**Assignment**. Print the listing below again, exactly. Skip the pictures.

******************************

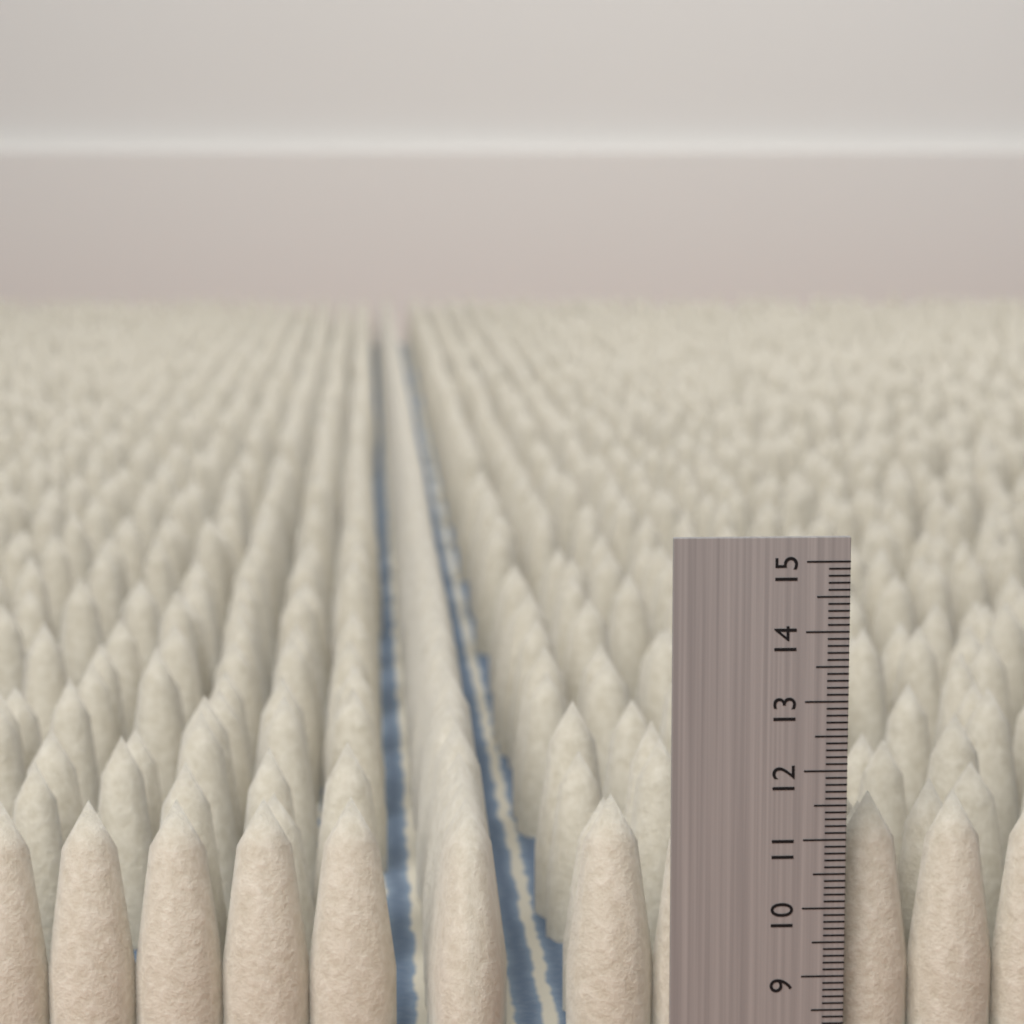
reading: 11.5 (no unit)
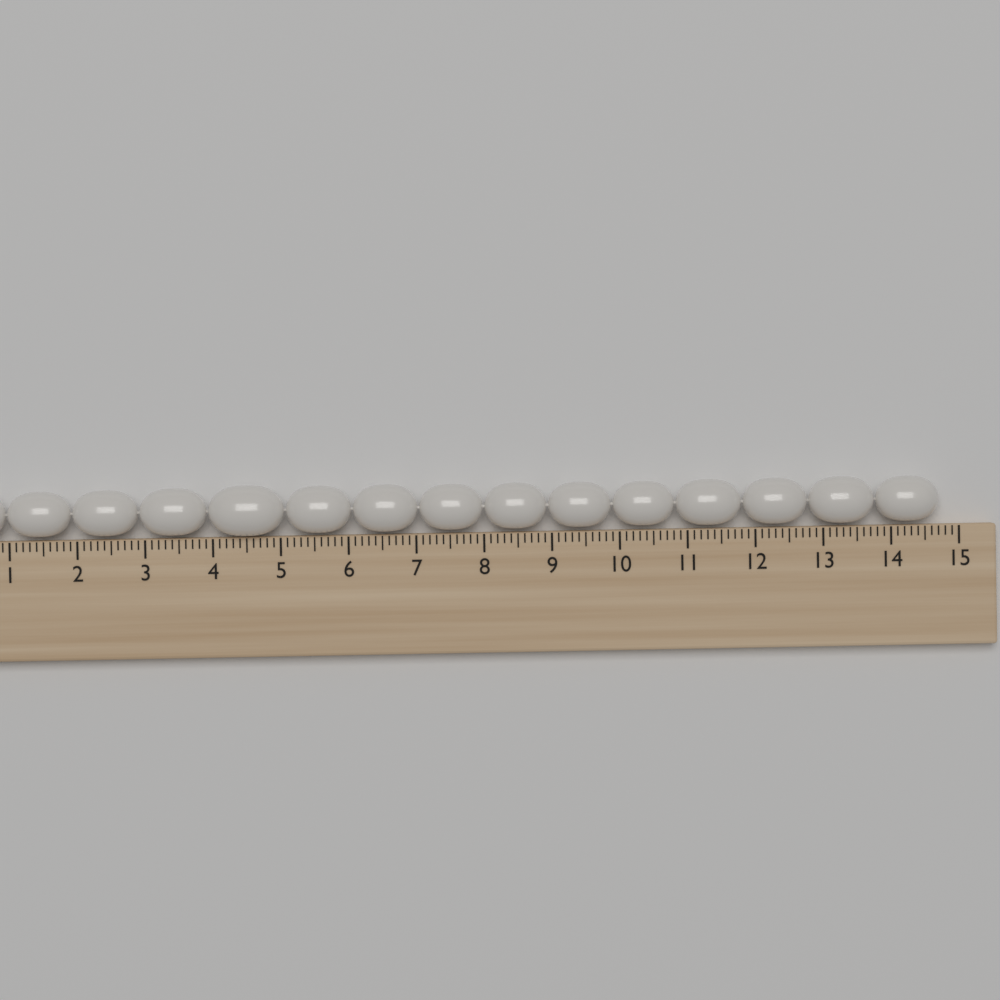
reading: 14.7 cm
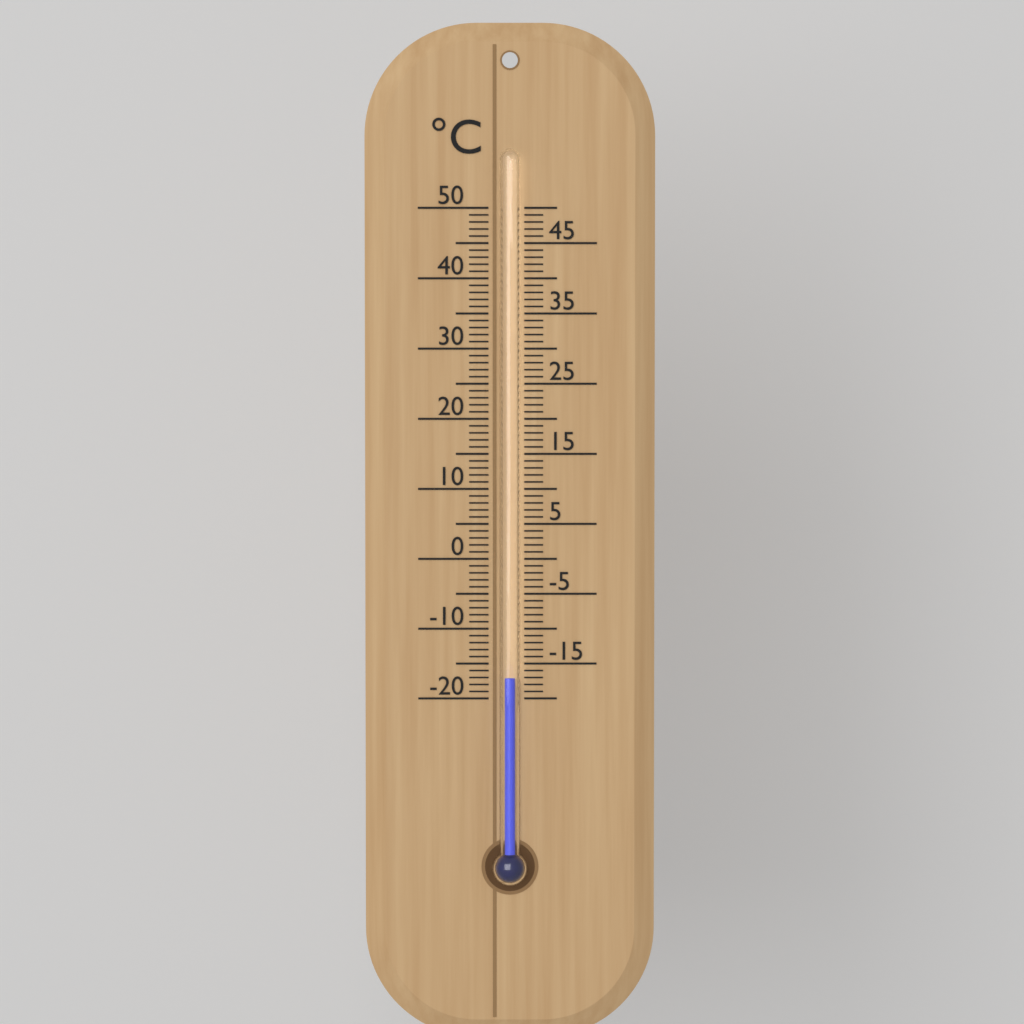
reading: -17 °C
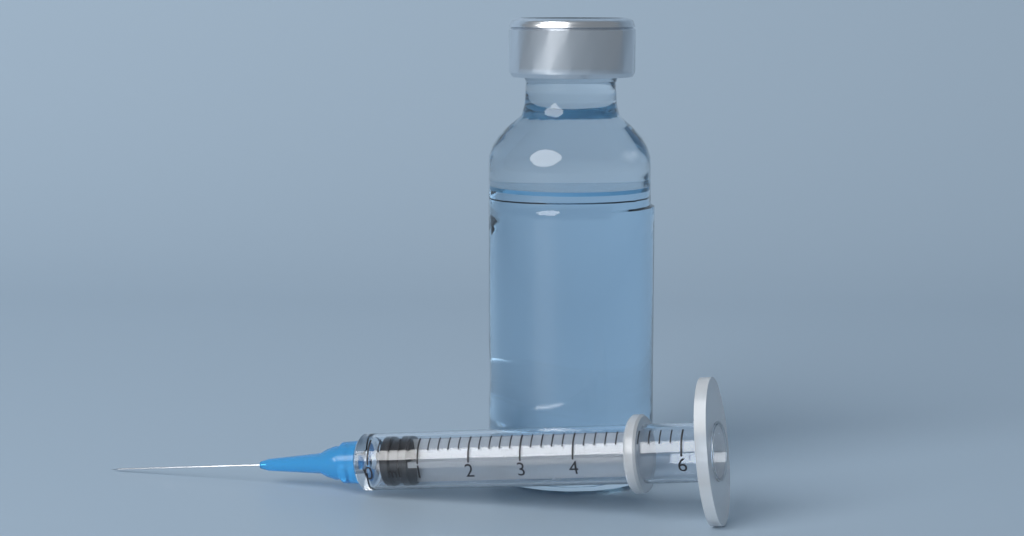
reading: 0.2 ml
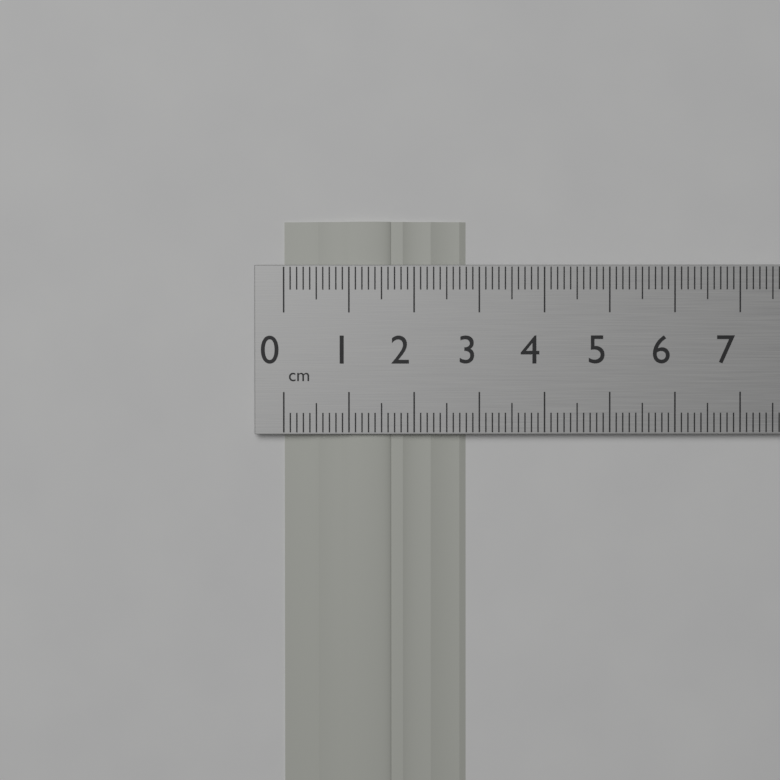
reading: 2.8 cm
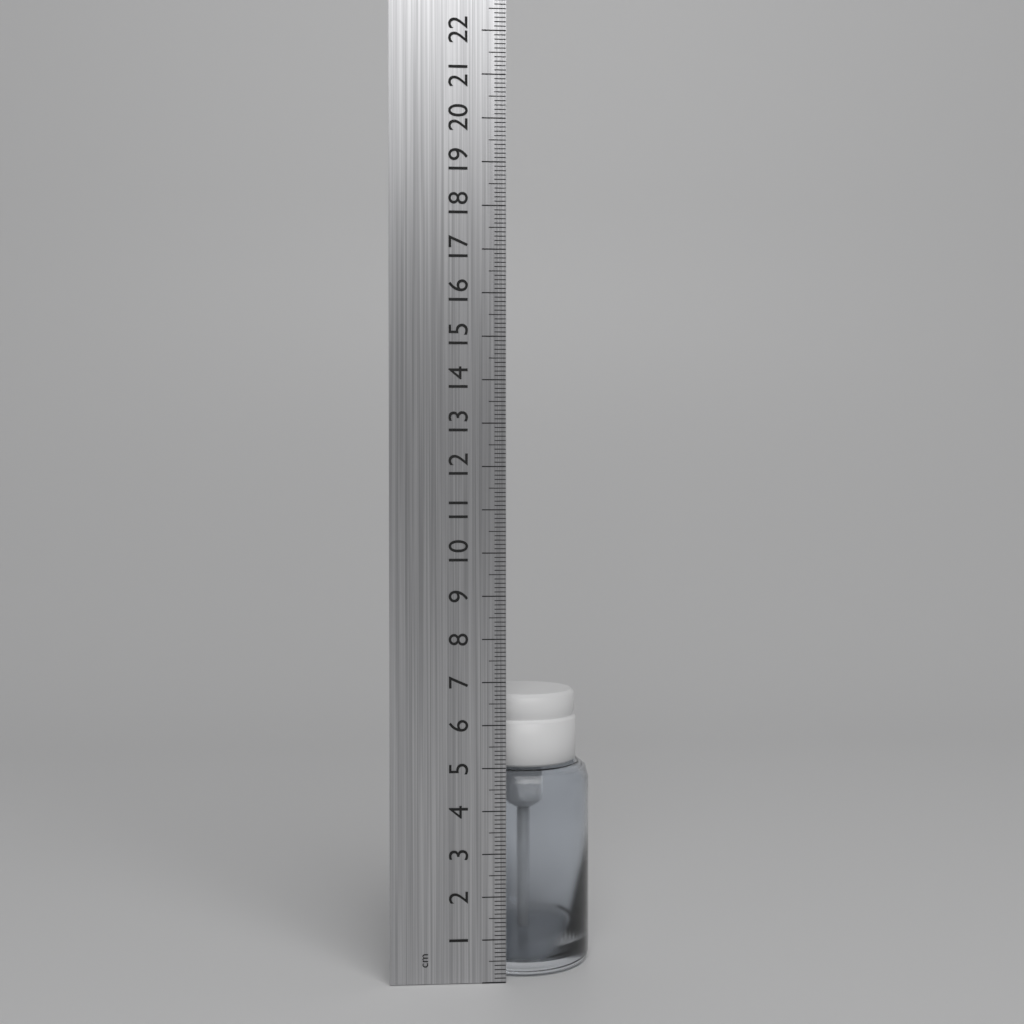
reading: 6.6 cm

******************************

**Task answer**.
reading: 11.5 (no unit)
reading: 14.7 cm
reading: -17 °C
reading: 0.2 ml
reading: 2.8 cm
reading: 6.6 cm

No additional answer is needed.